Example — minimum capacity to ship packages in D days. Weights must ship in order; pick the smallest daily capacity that finishes within D days. Higher capacity is always feasible if a lower one was, so feasibility is monotonic.

def ship_within_days(weights, D):
    def feasible(cap):
        days, load = 1, 0
        for w in weights:
            if load + w > cap:
                days += 1
                load = 0
            load += w
        return days <= D

    lo, hi = max(weights), sum(weights)   # bounds on the answer
    return first_true(lo, hi, feasible)

The candidate capacity is never indexed into an array; we binary-search the numeric range of possible answers and call feasible as the predicate. Total cost: O(n · log(sum)).

Floating-point variants

For continuous domains (e.g. “smallest radius covering all points”), replace the integer loop with a fixed iteration count or an epsilon threshold:

def first_true_real(lo, hi, p, iters=100):
    for _ in range(iters):
        mid = (lo + hi) / 2
        if p(mid):
            hi = mid
        else:
            lo = mid
    return lo

A hundred halvings shrink the interval by a factor of 2^100, far past double precision.

Where it shows up

Problem shapePredicate p(x)
Min capacity / max throughput”can we do it with x?”
sqrt, nth root”is x² ≥ target?”
Kth smallest in sorted matrix”are ≥ k elements ≤ x?”
Allocation / partition minimization”can we split under limit x?”
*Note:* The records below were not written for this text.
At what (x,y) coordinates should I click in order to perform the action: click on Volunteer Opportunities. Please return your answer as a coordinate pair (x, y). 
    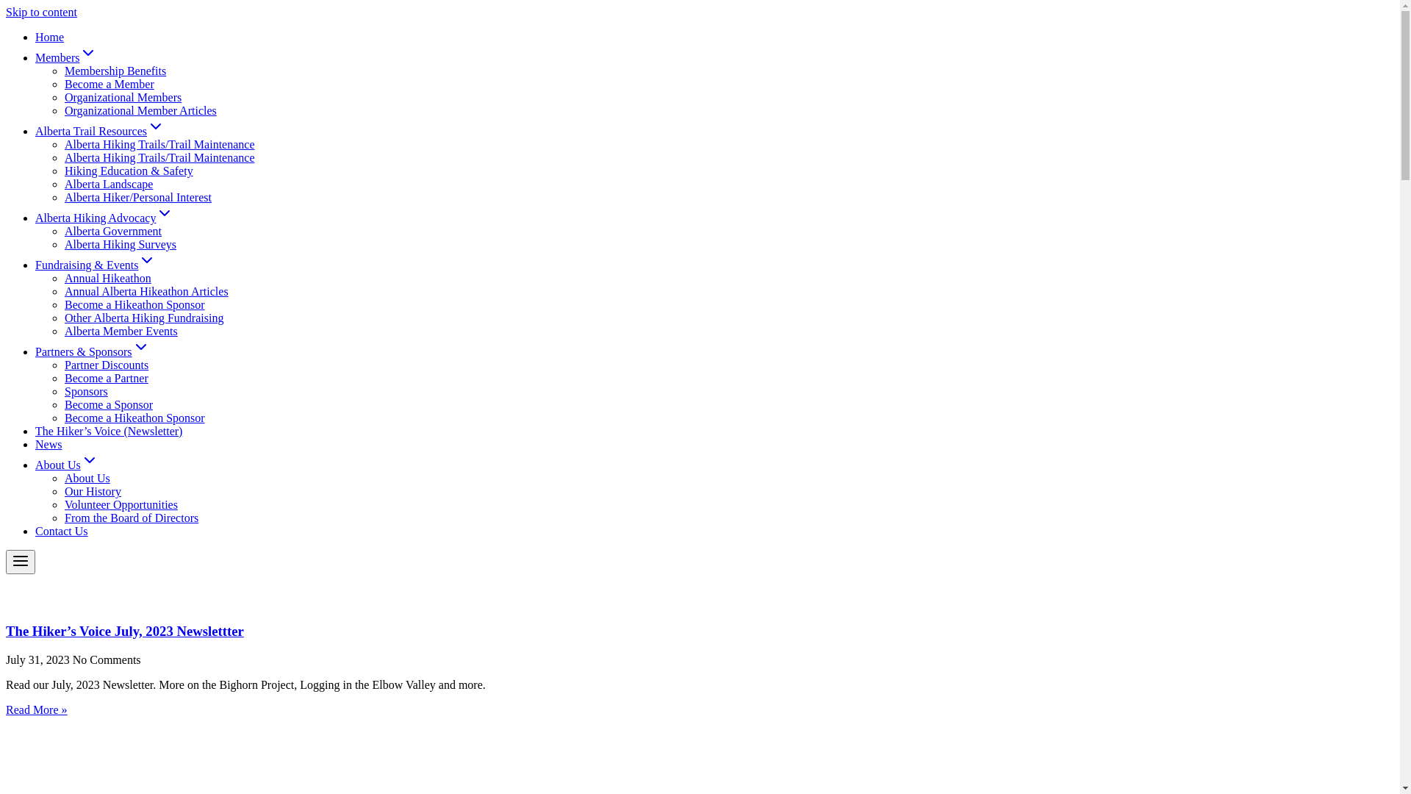
    Looking at the image, I should click on (121, 504).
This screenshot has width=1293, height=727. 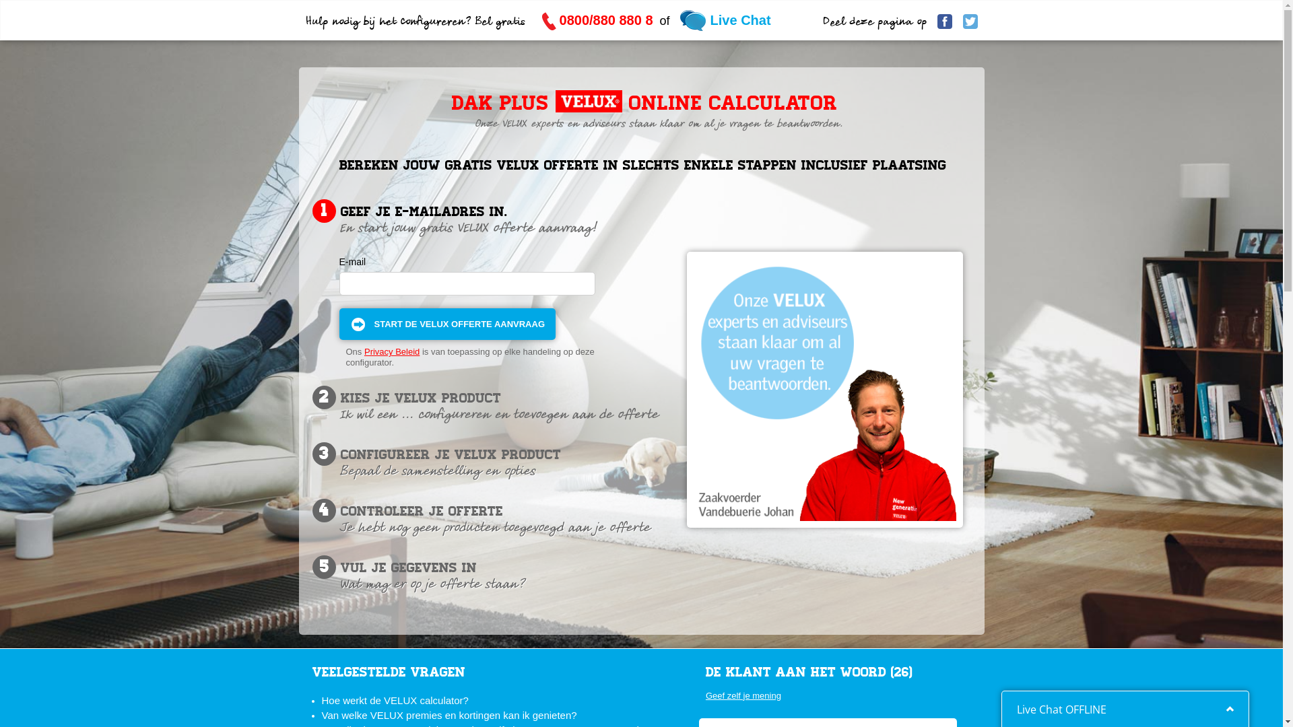 What do you see at coordinates (395, 700) in the screenshot?
I see `Hoe werkt de VELUX calculator?` at bounding box center [395, 700].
The art is spotting the monotonic predicate. If you can phrase the problem as “the smallest/largest x such that something holds,” and feasibility never reverses, binary search applies.

Wrap up

  • Binary search needs a monotonic predicate, not a sorted array.
  • The leftmost-true template with a stated invariant kills off-by-one bugs.
  • “Search the answer space” turns hard optimizations into easy feasibility checks at a log-factor cost.